Hafiz Naseem, 37, is charged with criminal conspiracy and securities fraud. He repeatedly leaked inside information about pending corporate deals by tapping into Credit Suisse's computer files and then calling a friend in his native Pakistan who traded on the unlawful tips, Assistant US Attorney Reed Brodsky said.
"He left an electronic trail of what he was doing," the prosecutor told jurors in US District Court in Manhattan. Naseem's lawyer, Michael Bachner, is scheduled to give his closing statement on Thursday morning.
Naseem worked in Credit Suisse's Global Energy Group from 2006 until early last year. Prosecutors say he fed non-public, material information on pending transactions to Ajaz Rahim, a former head of the investment banking group at Faysal Bank Ltd in Pakistan. Among those deals, prosecutors contend, was the $32 billion private equity buyout of power company TXU Corp. An arrest warrant is pending against Rahim, who is fighting extradition from Pakistan and is not on trial.
If convicted, Naseem could face at least 25 years in prison and deportation. During two weeks of testimony, government witnesses included a colleague at Credit Suisse who said he at one point found Naseem rummaging through his desk.
Also, a Federal Bureau of Investigation agent testified that Naseem made 150 calls in the span of a year to Rahim that were followed by stock trades by the Pakistani banker, based on a review of trading records. No other Credit Suisse employee in New York had any telephone contact with Rahim during that time, according to the bank's telephone records cited by the prosecution.
On one occasion last February, Naseem opened an internal Credit Suisse computer file about the pending TXU buyout - a deal that Naseem was not working on - and "within six minutes of reading that document, the defendant called his friend, Ajaz Rahim," Brodsky said.

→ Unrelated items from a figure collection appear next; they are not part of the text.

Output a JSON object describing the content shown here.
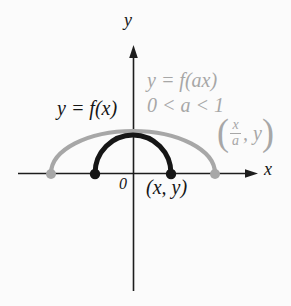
{
  "figure": {
    "background": "#fbfbfb",
    "colors": {
      "ink": "#161616",
      "gray": "#a7a7a7",
      "axis": "#1d1d1d"
    },
    "axes": {
      "x_label": "x",
      "y_label": "y",
      "origin_label": "0"
    },
    "curves": {
      "base": {
        "label": "y = f(x)",
        "description": "black semicircular arc from (95,173) to (171,173), peak height 38px"
      },
      "stretched": {
        "label": "y = f(ax)",
        "condition": "0 < a < 1",
        "description": "gray elliptical arc from (51,173) to (215,173), peak height 42px"
      }
    },
    "points": {
      "on_base": {
        "label": "(x, y)"
      },
      "on_stretched": {
        "open_paren": "(",
        "numerator": "x",
        "denominator": "a",
        "rest": ", y",
        "close_paren": ")"
      }
    }
  }
}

Rahim earned at least $60,000 on each illegal trade and as much as $5 million in one case, Brodsky said. In all, "they hit the jackpot nine times," he said. "Every time the defendant told Rahim about secret information at Credit Suisse, the defendant committed a crime." Naseem was arrested by the FBI in May in a case that highlights the international scope of some insider trading investigations.